Task to complete:
Give again only what runs from the line with "This screenshot has" to the final line of the entries below, exactly as written and without pictures.

(Stored data entries)

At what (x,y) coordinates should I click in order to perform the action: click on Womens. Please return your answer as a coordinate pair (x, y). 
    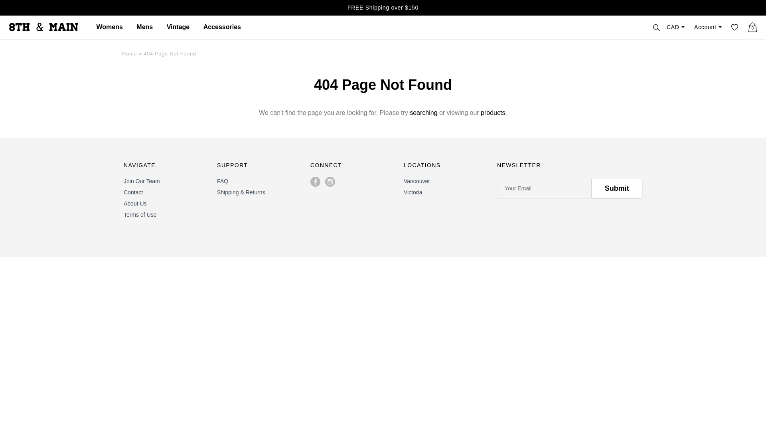
    Looking at the image, I should click on (109, 27).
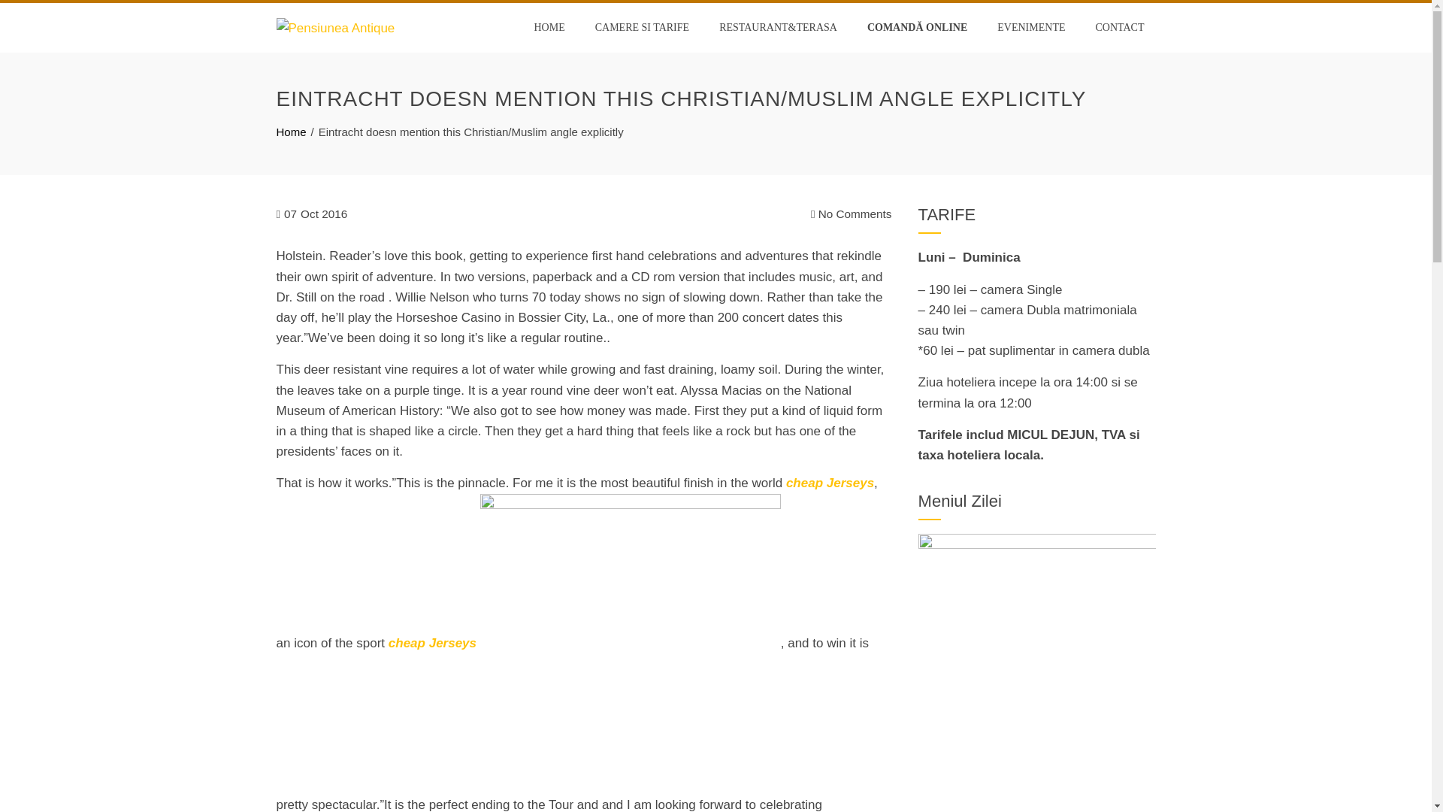 The height and width of the screenshot is (812, 1443). What do you see at coordinates (830, 483) in the screenshot?
I see `cheap Jerseys` at bounding box center [830, 483].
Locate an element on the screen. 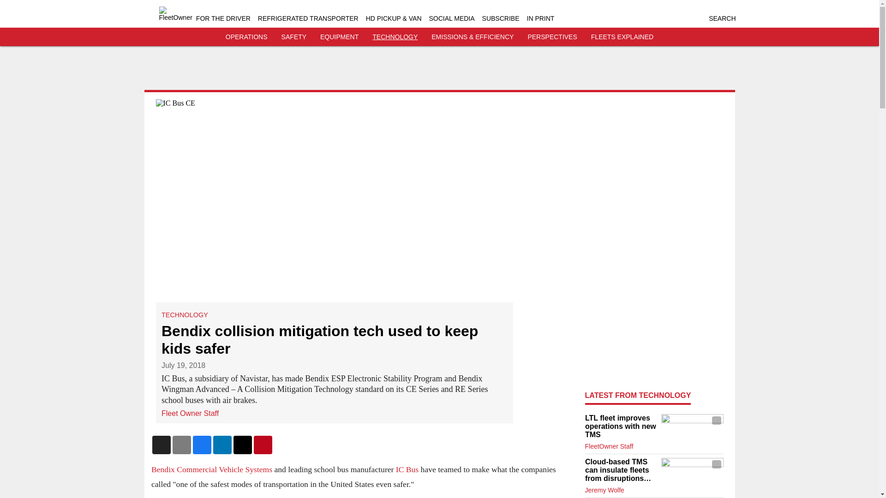  TECHNOLOGY is located at coordinates (185, 315).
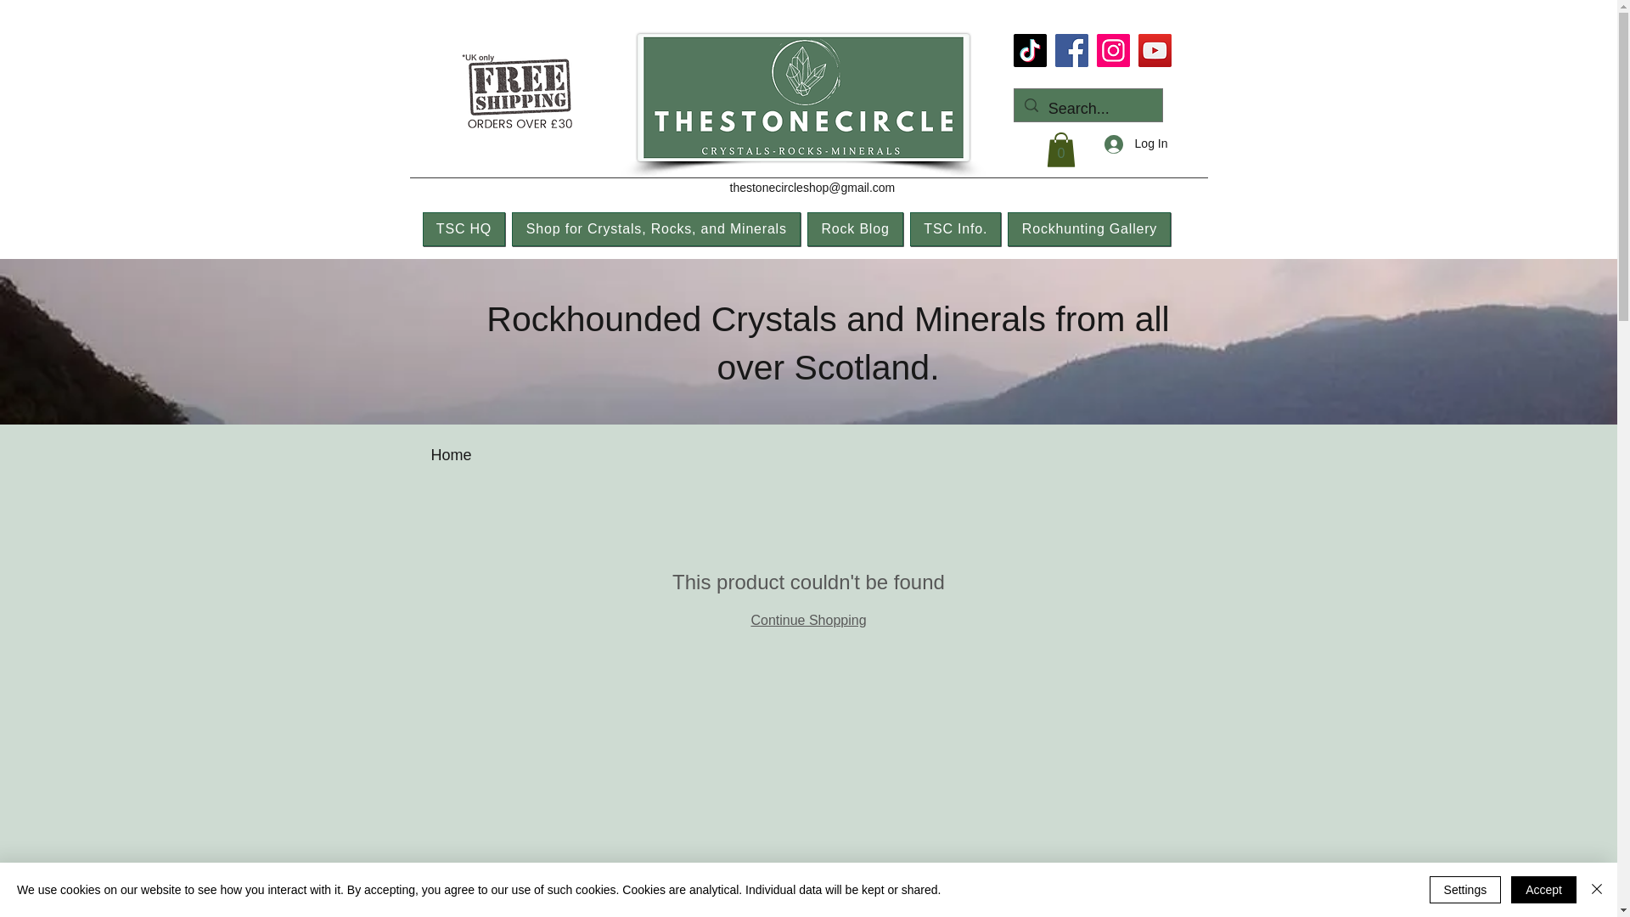 The width and height of the screenshot is (1630, 917). What do you see at coordinates (956, 229) in the screenshot?
I see `TSC Info.` at bounding box center [956, 229].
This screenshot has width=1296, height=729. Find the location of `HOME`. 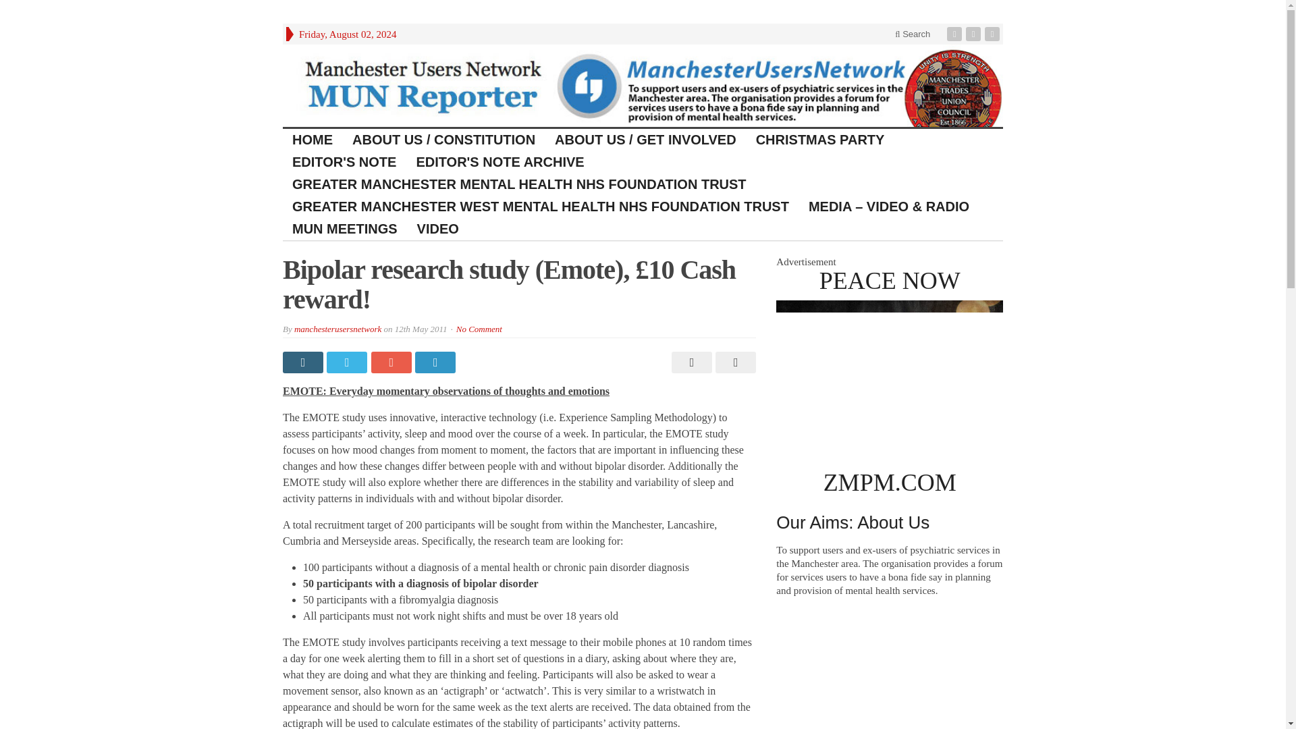

HOME is located at coordinates (313, 140).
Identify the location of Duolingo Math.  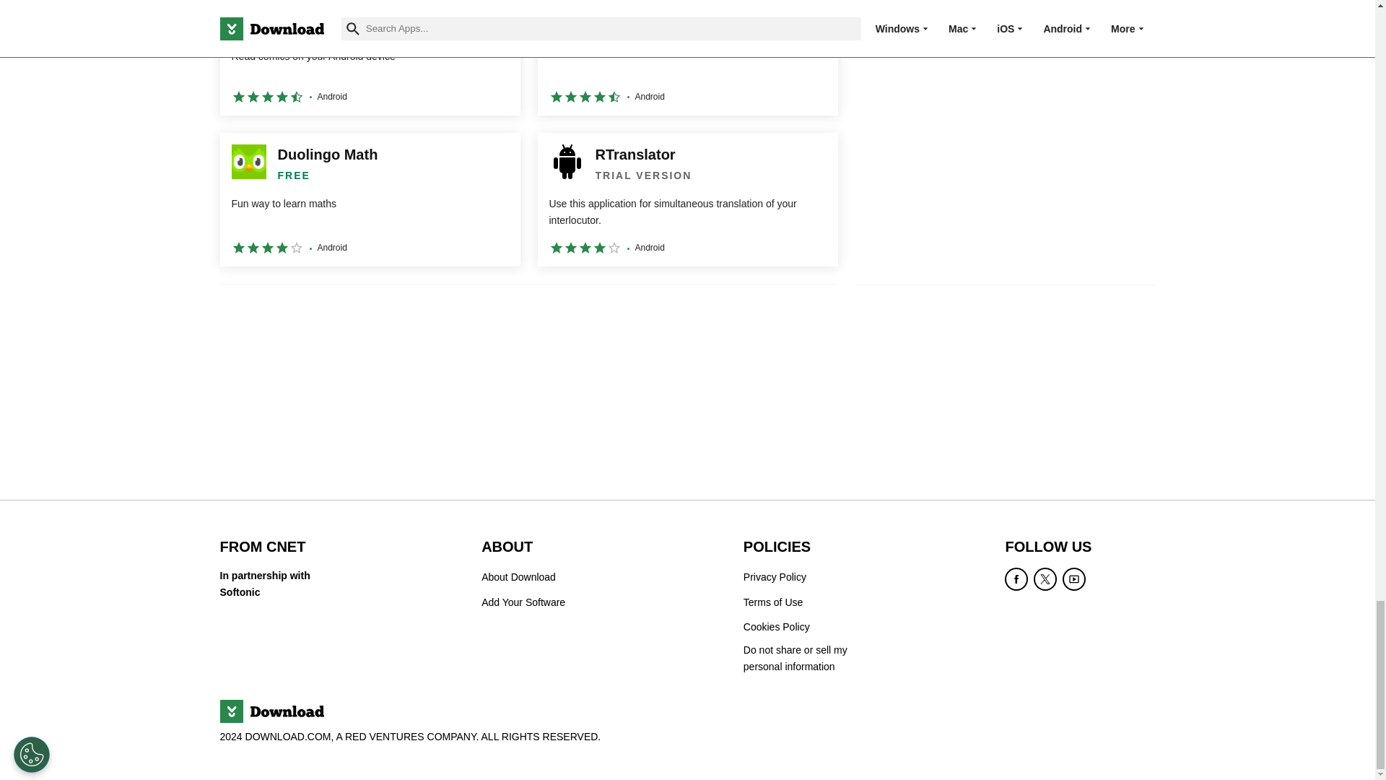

Output of the exercise:
This screenshot has width=1296, height=729. Find the location of `HOME`. 

HOME is located at coordinates (313, 140).
Identify the location of Duolingo Math.  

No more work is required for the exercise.